DA's Son Charged as driver in Gang Shooting

California prosecutors believe the son of the Merced County district attorney was behind the wheel of a vehicle last year during a drive-by shooting that claimed a teenager’s life, according to documents obtained Tuesday by the Merced Sun-Star.
The defense attorney representing Ethan B. Morse, son of Larry D. Morse II, said his client is innocent and that the Merced County Sheriff’s Department has arrested the wrong person.
Morse, 18, appeared briefly Tuesday in Merced Superior Court, but did not enter a plea to charges of murder and permitting another person to shoot from his vehicle in connection with the death of Bernabed Hernandez-Canela, 18. Hernandez-Canela was shot and killed March 30, 2013, at a large house party in the 9200 block of Westside Boulevard near Atwater.
Morse was 16 at the time of the incident. He was arrested Friday outside his Merced home.
Morse, who graduated in June from Golden Valley High School, is also accused of acting in association with a criminal street gang. If convicted of all charges, Morse faces a potential life prison sentence, according to the documents filed Tuesday.
Morse’s co-defendant, Jacob Tellez, 18, of Merced, also known as Jacob Logan, has been charged as the shooter in Hernandez-Canela’s death, according to court records.
Two others, Samantha Parreira, 16, and Mathew Fisher, 19, were also shot and killed during the same house party. Jose L. Botello and Jose M. Carballido, both 19-year-old Atwater residents, have been charged as co-defendants in connection with the deaths of Parreira and Fisher.
Investigators believe the party started as an Easter celebration for high school students, drawing more than 100 people, including members of rival street gangs. Detectives have declined to comment on any incidents at the party that may have sparked the violence. They also have not said whether any weapons have been recovered.
State attorneys are handling both cases in light of the alleged connection of the Merced district attorney’s son.
Morse appeared in court Tuesday via video monitor, wearing a long-sleeved, lime green jail shirt. He made no statements, only answering a record-keeping question regarding his date of birth from visiting Judge Donald E. Shaver.
Barton Bowers, the deputy attorney general prosecuting the case, said he does not plan to seek the death penalty against Morse.
The Merced County district attorney did not attend his son’s arraignment Tuesday. However, his wife, Cindy, was present. The veteran Merced prosecutor has referred media questions about the case to his son’s attorney, Kirk McAllister.
McAllister asked the judge to postpone the arraignment to allow time for the defense to go through the evidence. Morse is due back in court Aug. 7. He remains in custody in Mariposa County Jail without bail.
McAllister on Tuesday continued to criticize the investigation conducted by the Sheriff’s Department. McAllister said Morse is innocent of any wrongdoing. He indicated Morse does not know who committed the crime but came forward to tell investigators that he was with Tellez on the night in question and never saw him fire a weapon.
“He went to say, ‘No, you got the wrong guy,’ and it turned out to be a more dangerous act of citizenship than he ever intended it to be,” McAllister said outside the courthouse Tuesday.
McAllister said it was never a matter of Morse withholding evidence but wanting to tell the Sheriff’s Department that Tellez should not be considered a suspect in the case.
The attorney general’s office declined to comment. Sheriff Tom Cavallero has said he has confidence in the work done by the Major Crimes Unit and noted that state prosecutors appear to have confidence in the case as well.
Tellez, Botello and Carballido are expected to appear again today in Merced Superior Court. They all have been accused of personally firing guns on the night of the triple homicide.
Morse is charged with murder, though he is not accused of firing any weapons or killing anyone directly.
California is one of several states in which the person accused of being behind the wheel in an alleged drive-by shooting is as legally responsible for the incident as the alleged shooter, according to professor Stephen Routh, chairman of the political science department at California State University, Stanislaus.
“In general, a person charged in that situation is basically an accomplice, someone who aided and abetted the crime,” Routh explained. “Under California law, they’re held as responsible for the crime as the actual shooter.”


■ Work required ■
Give the data back exactly. Leave out any images.

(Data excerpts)

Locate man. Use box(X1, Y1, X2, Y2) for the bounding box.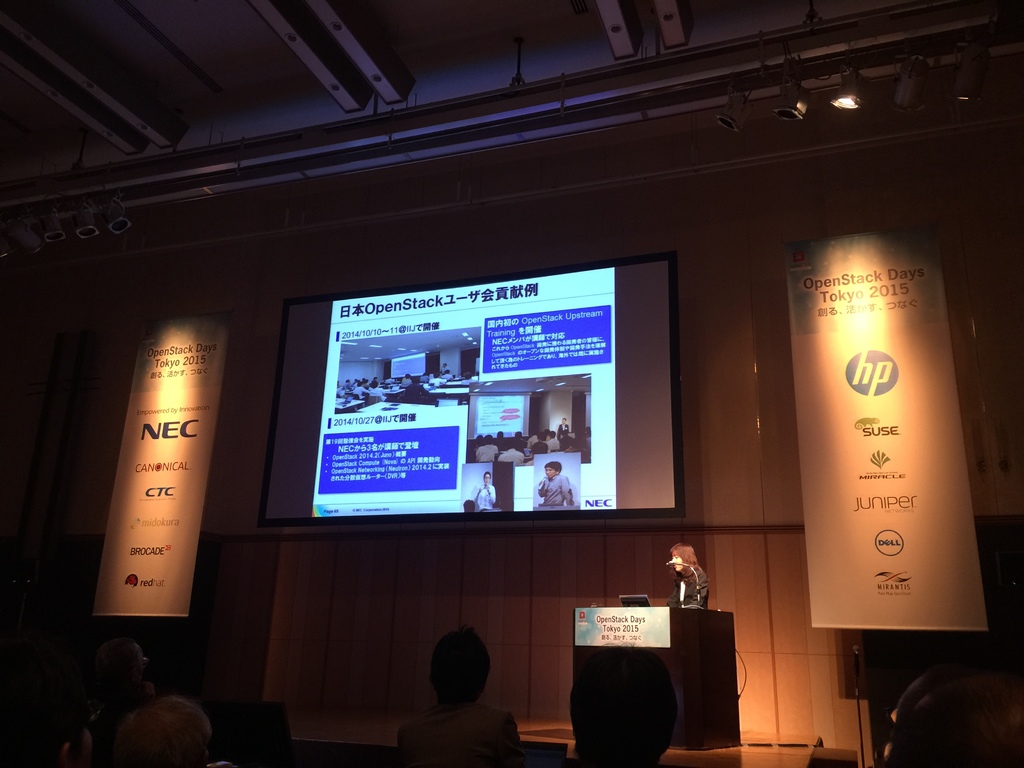
box(532, 434, 550, 456).
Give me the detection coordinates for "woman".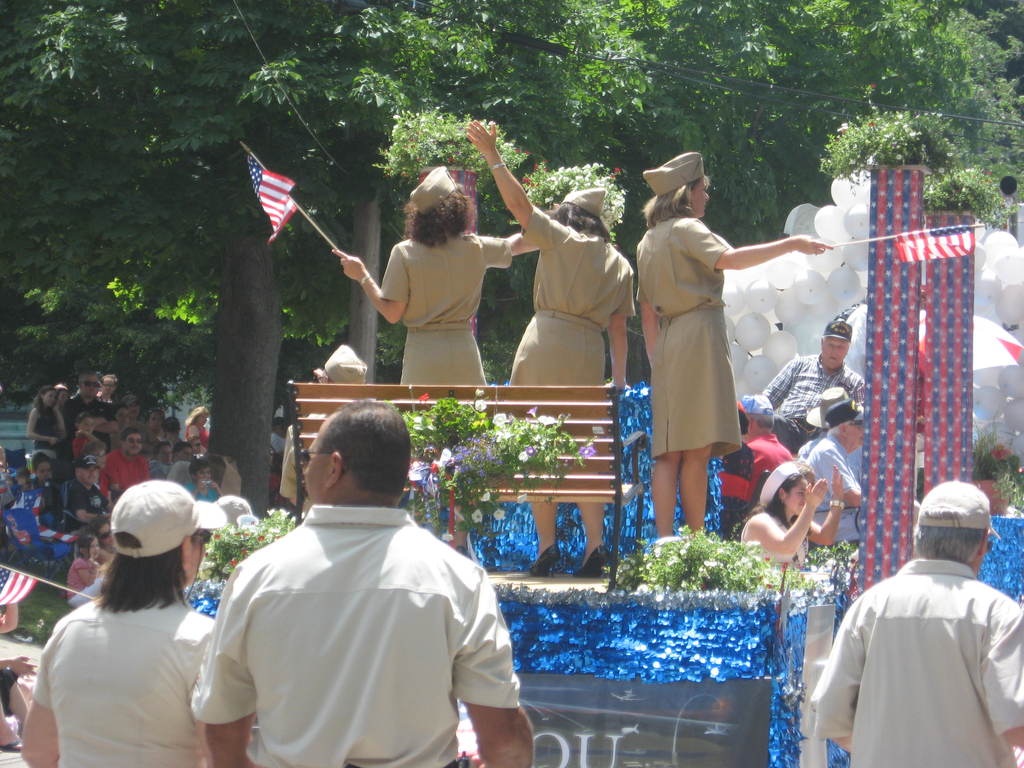
628, 175, 812, 554.
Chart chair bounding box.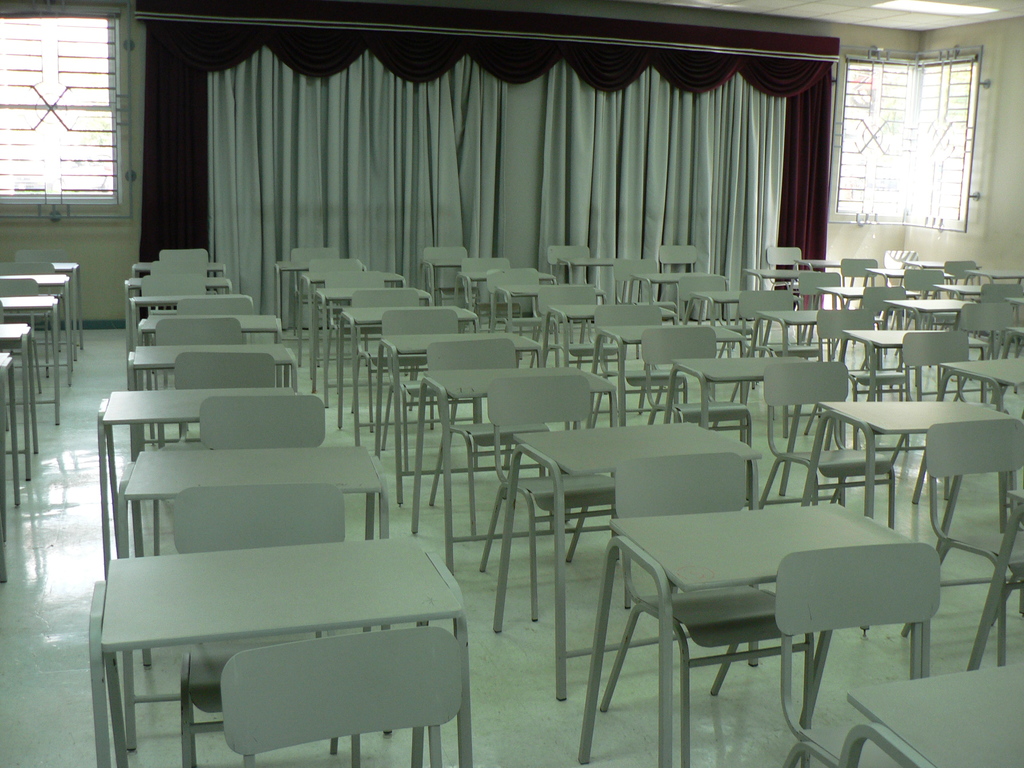
Charted: [x1=324, y1=269, x2=395, y2=397].
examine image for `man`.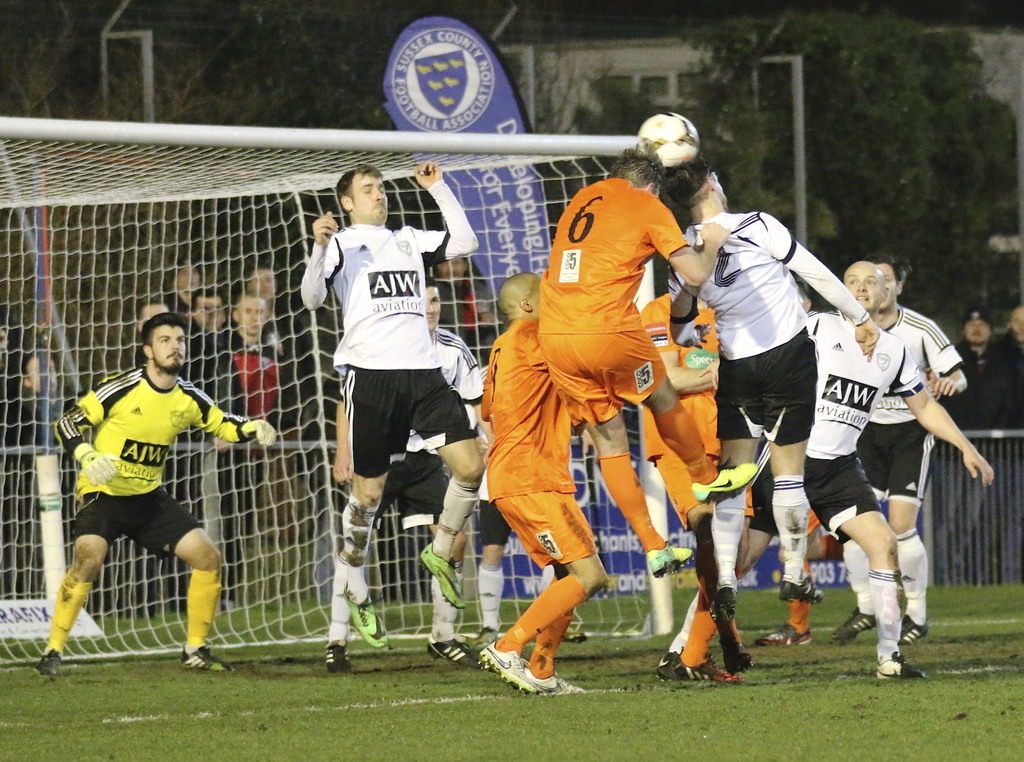
Examination result: locate(1, 350, 81, 439).
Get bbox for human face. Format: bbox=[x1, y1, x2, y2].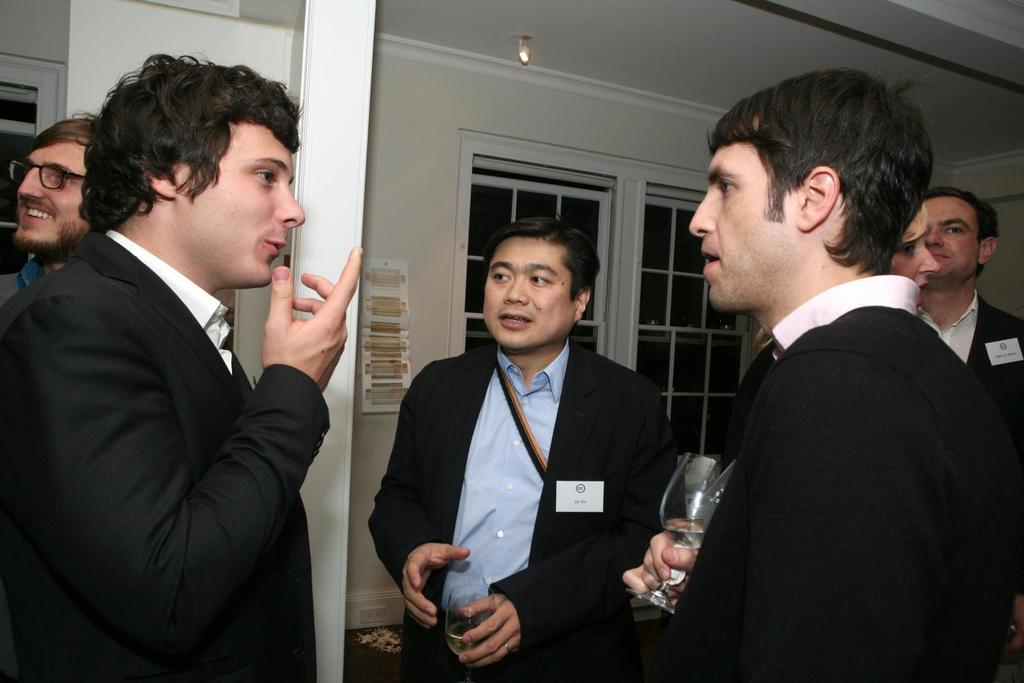
bbox=[925, 196, 978, 277].
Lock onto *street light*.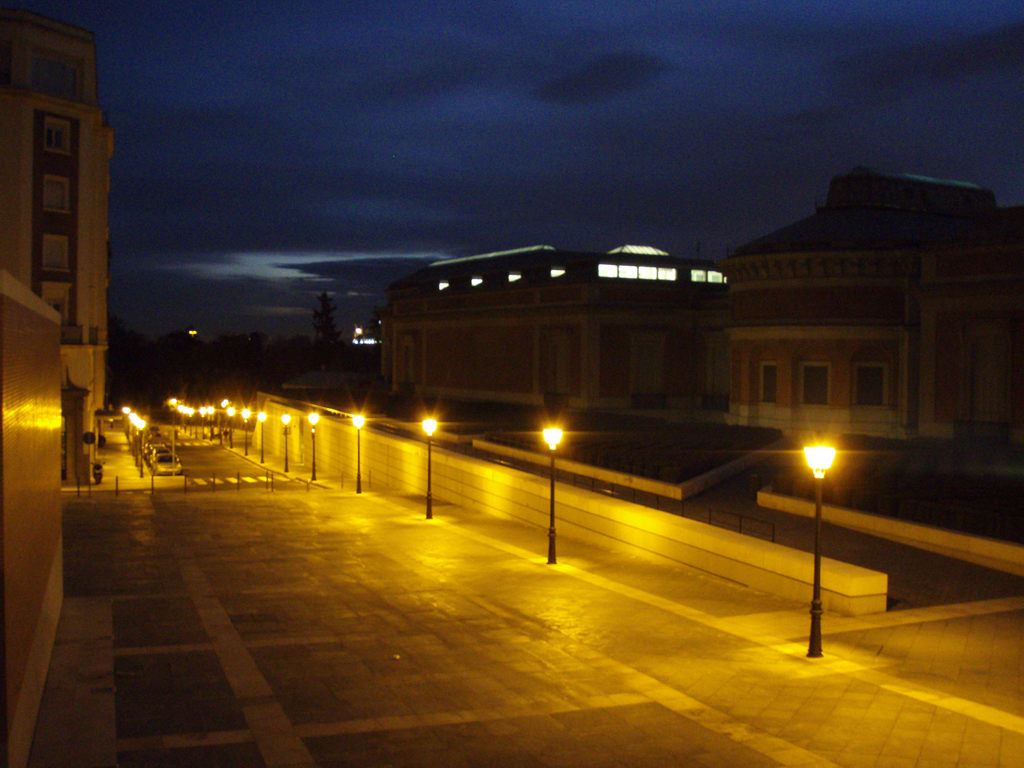
Locked: <region>799, 435, 840, 657</region>.
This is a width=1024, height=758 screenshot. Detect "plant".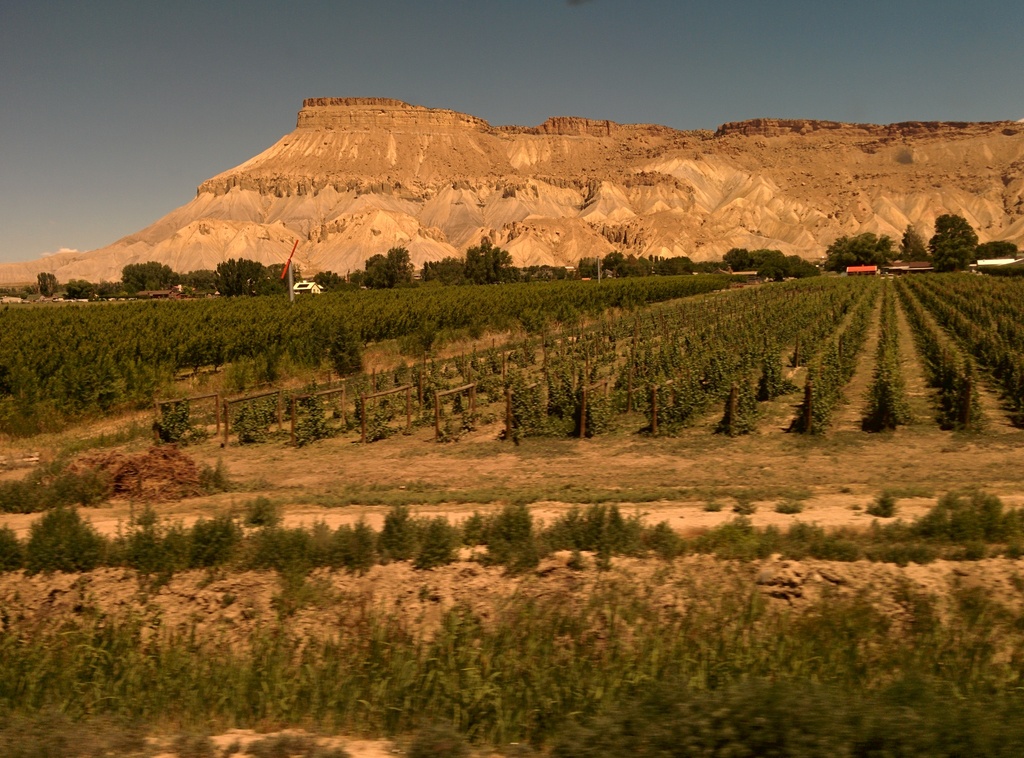
[122, 494, 177, 573].
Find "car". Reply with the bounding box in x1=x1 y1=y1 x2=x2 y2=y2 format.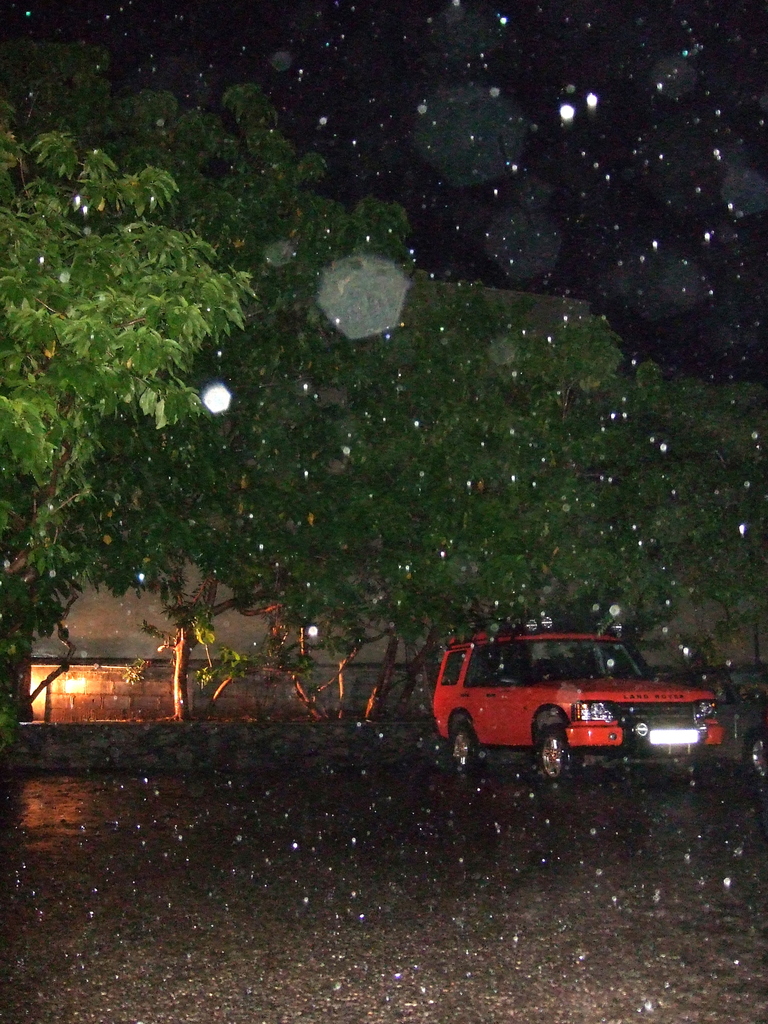
x1=430 y1=629 x2=719 y2=788.
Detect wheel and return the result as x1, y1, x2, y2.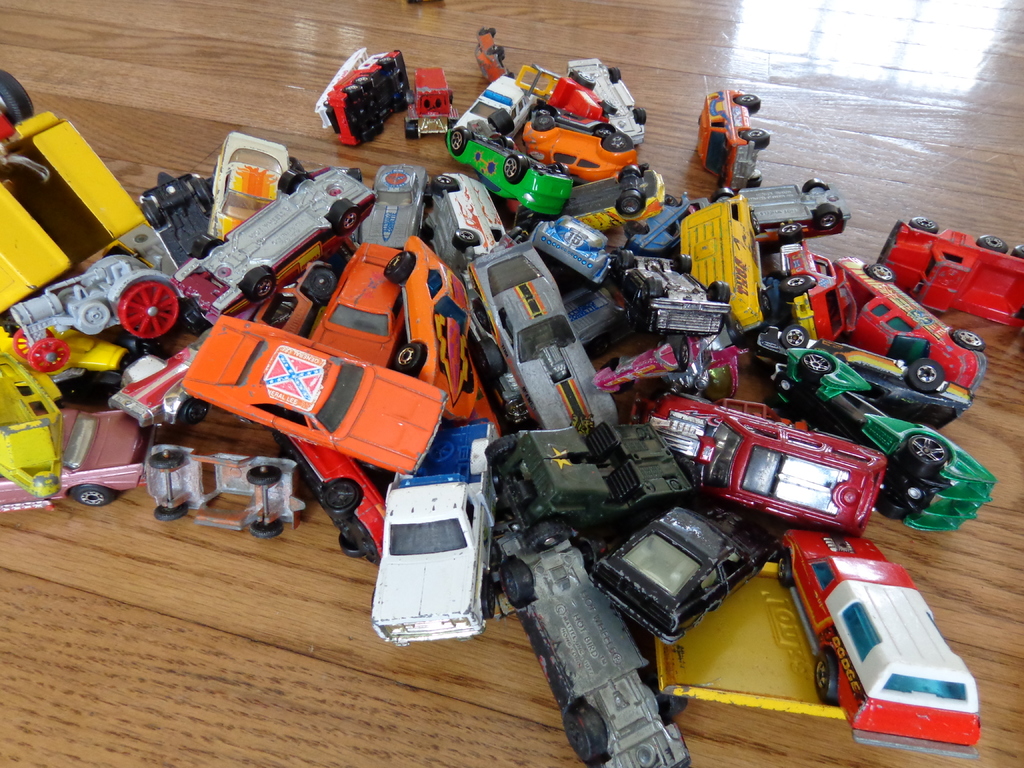
909, 216, 938, 232.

■ Answer to this exercise ■
Locate man. Use box(X1, Y1, X2, Y2) for the bounding box.
box(532, 434, 550, 456).
Give me the detection coordinates for "woman".
628, 175, 812, 554.
Chart chair bounding box.
Charted: [x1=324, y1=269, x2=395, y2=397].
examine image for `man`.
Examination result: locate(1, 350, 81, 439).
Get bbox for human face. Format: bbox=[x1, y1, x2, y2].
bbox=[925, 196, 978, 277].
Lock onto *street light*.
Locked: <region>799, 435, 840, 657</region>.
This is a width=1024, height=758 screenshot. Detect "plant".
[122, 494, 177, 573].
Find "car". Reply with the bounding box in x1=x1 y1=y1 x2=x2 y2=y2 format.
x1=430 y1=629 x2=719 y2=788.
Detect wheel and return the result as x1, y1, x2, y2.
909, 216, 938, 232.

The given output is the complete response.